Altered states: an altar boy’s struggle with sexual and national identity

The Fields

Altered states: an altar boy’s struggle with sexual and national identity

But as we talk in Kevin Maher’s publisher’s office — off London’s Blackfriars’ Bridge — the 41-year-old has made a seamless transition from film hack to full-time writer.

Maher left Dublin, for London, in 1994. By 2001, he was editing a film magazine, The Face.

Despite Maher’s success, he had a thirst to write prose fiction. That year, he decided to give it a go.

“I quit London, and my wife and I went up to this tiny fishing village in the north of Scotland, called Findhorn. While I was there, I wrote a novel, and the first 50 pages of it ended up in this current book. It was written with my critic’s brain, rather than my creative one.

“But it got me a meeting with a publisher, who said: ‘we love the first 50 pages about the boy, but the rest is bullshit’.”

Nearly a decade passed and Maher had no success.

By 2010, he decided to tell a simple story: this would become the basis for his debut novel, The Fields.

This coming-of-age tale, written in a simple first-person-narrative, is set in the suburban streets of south Dublin in 1984.

The story is told by Jim Finnegan: a 13-year-old boy who lives carefree, hanging out in the local park, and going on nightly bike rides with his geeky friend, Gary.

Shortly after his 14th birthday, Jim’s life changes when he falls in love with a beautiful, 18-year-old woman, Saidhbh Donoghue.

Their relationship turns sour when the young couple takes a boat to Britain to arrange for Saidhbh to have an abortion.

Both Jim and Saidhbh decide to stay on in Kilburn, in North London, for the entire summer of 1985, where Jim gets a job as a waiter, and Saidhbh has a long and nervous battle with her inner demons.

Running alongside this romantic tale is the story of Jim’s dubious relationship with Father O’Culigeen: a nasty young priest who has a sexual penchant for insecure altar boys.

Maher’s novel is a melancholic, yet truthful depiction of Ireland in the 1980s: when dogmatic Catholicism was still instrumental in shaping the cultural and moral values of Irish society.

Writing a story set in this period, Maher says it was natural that it would involve child abuse.

“I felt that growing up in Dublin in the 1980s, there was an ominous undercurrent, that was always relating to sexuality, and leaning somewhere towards priests and religion.”

Unlike Jim Finnegan, Maher was not an altar boy, though he does remember a strange experience he had as a teenager in secondary school, which made him think all was not right with the Catholic Church.

“I recall a priest we had in school, when I was 13. He got us into the class and started speaking about touching yourself, and masturbation.

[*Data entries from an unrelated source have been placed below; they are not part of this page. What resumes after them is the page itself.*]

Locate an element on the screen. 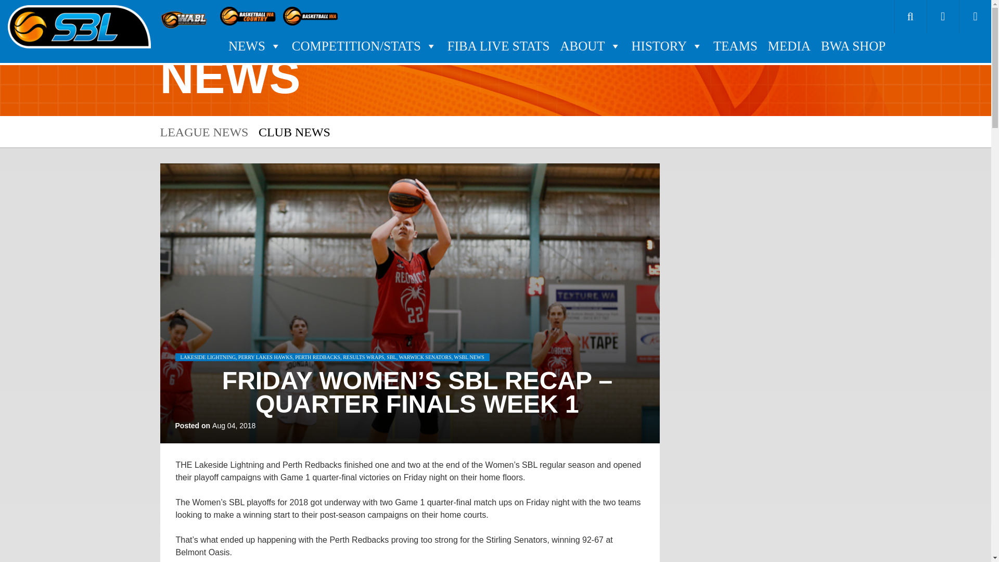 The image size is (999, 562). BWA SHOP is located at coordinates (854, 46).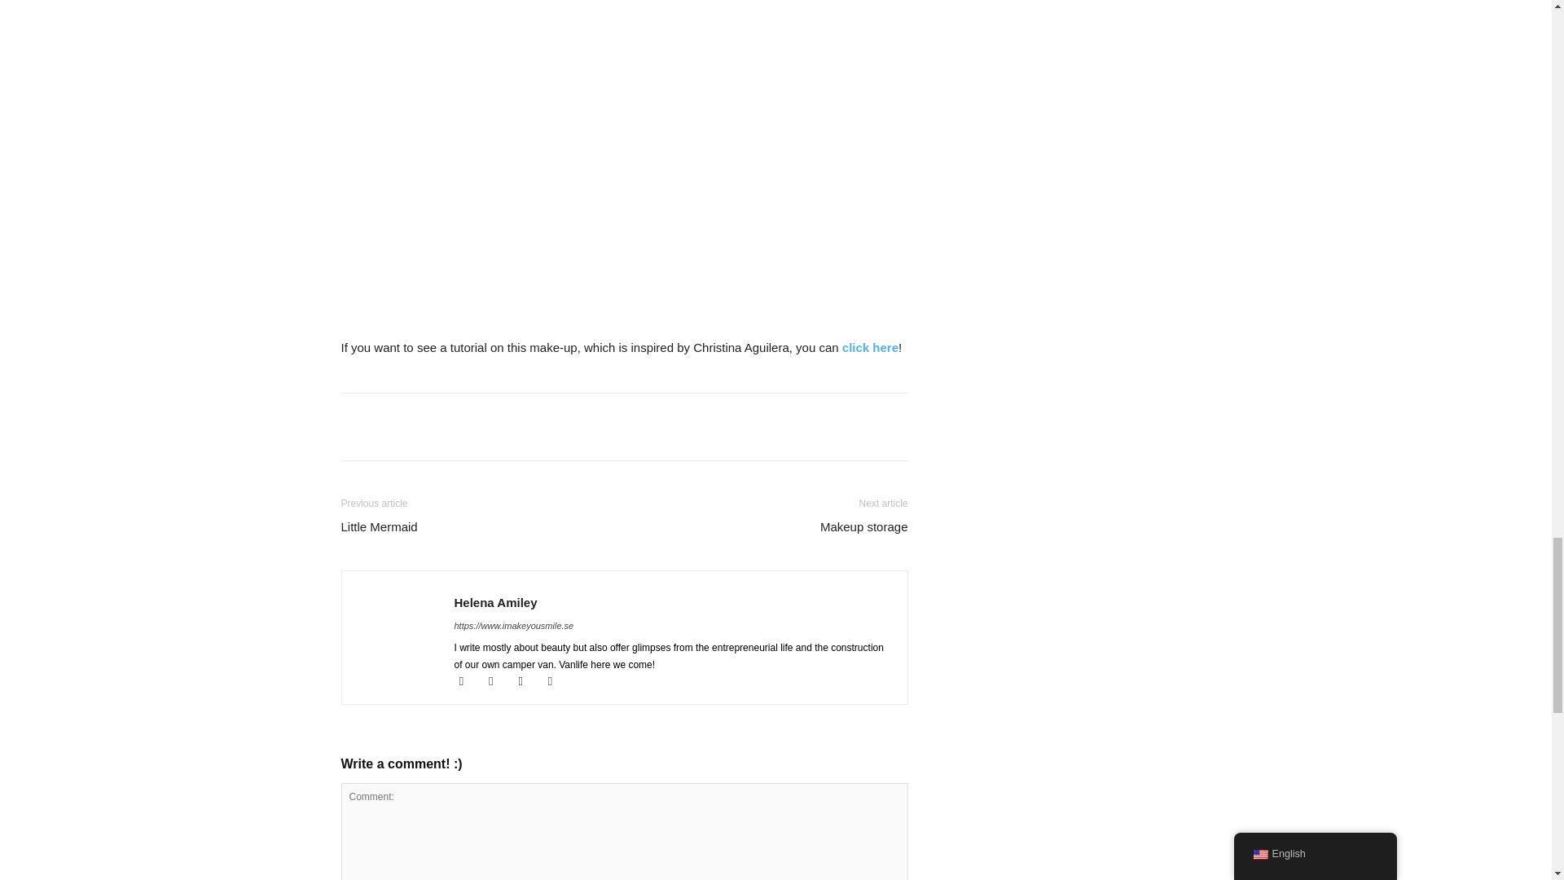  I want to click on Makeup storage, so click(864, 526).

He was saying things like ‘how often do you touch yourself’? I remember just thinking: ‘fucking hell, this is very odd’.

“This guy was in his late 30s, and he was basically saying to a group of young boys ‘tell me about wanking’. For me, it was just like an epiphany, where I thought: ‘I’m out of this whole system’.”

Through the naive voice of Jim Finnegan, the reader is taken into the pious and hypocritical world of conservative Catholic Ireland. Maher felt this device was the only way his novel could succeed without it becoming overtly political.

“The novel wouldn’t work if I wrote it in an adult’s voice. It would then seem like it was part of a polemic. Whereas, a 13-year-old boy is confused by the world he is in, and articulating his confusion. In that articulation, you get to make little digs, or jibes about how mad this is: that teachers can beat up kids for example,” Maher says.

Writing in this voice was also important for Maher in remembering the days he said goodbye to his own childhood.

“We all come back to [those early teenage years], because it’s the most interesting, and the most primal: that loss of innocence. You go from more innocent times to hit upon things like sex and death.”

Of the early 1980s, Maher remembers very deep discussions at family meal times about Irish politics: more specifically about the Provisional IRA.

“There would have been an atmosphere around the dinner table growing up, that the IRA were bad. But also, paradoxically, there was a lot of nationalism, republicanism, and anti-British feeling.

“In the novel, Jim’s voice is trying to explain that. The main paradox was that you lived in this environment that was pro-Ireland, nationalistic, and that you secretly liked singing all these rebel songs. But, at the same time, the IRA would just be seen as ‘beyond the pale’.”

We finish our conversation by discussing the pros and cons of national identity.

I’ve lived in London for nearly four years now, and find myself constantly debating this idea of what the nation state stands for: do the words mean anything beyond the sum of their parts?

I’m not sure I’m in agreement with Maher’s world view regarding this subject, but his closing statement definitely gives me something to think about.

“I’m really suspicious of nationalism. There is a brilliant book called Imagined Communities, by Benedict Anderson. It talks about the myth of nationalism. I guess you could say [at this stage of my life] I have a balanced approach to nationalism, whereas, once, it would have been uncritical.”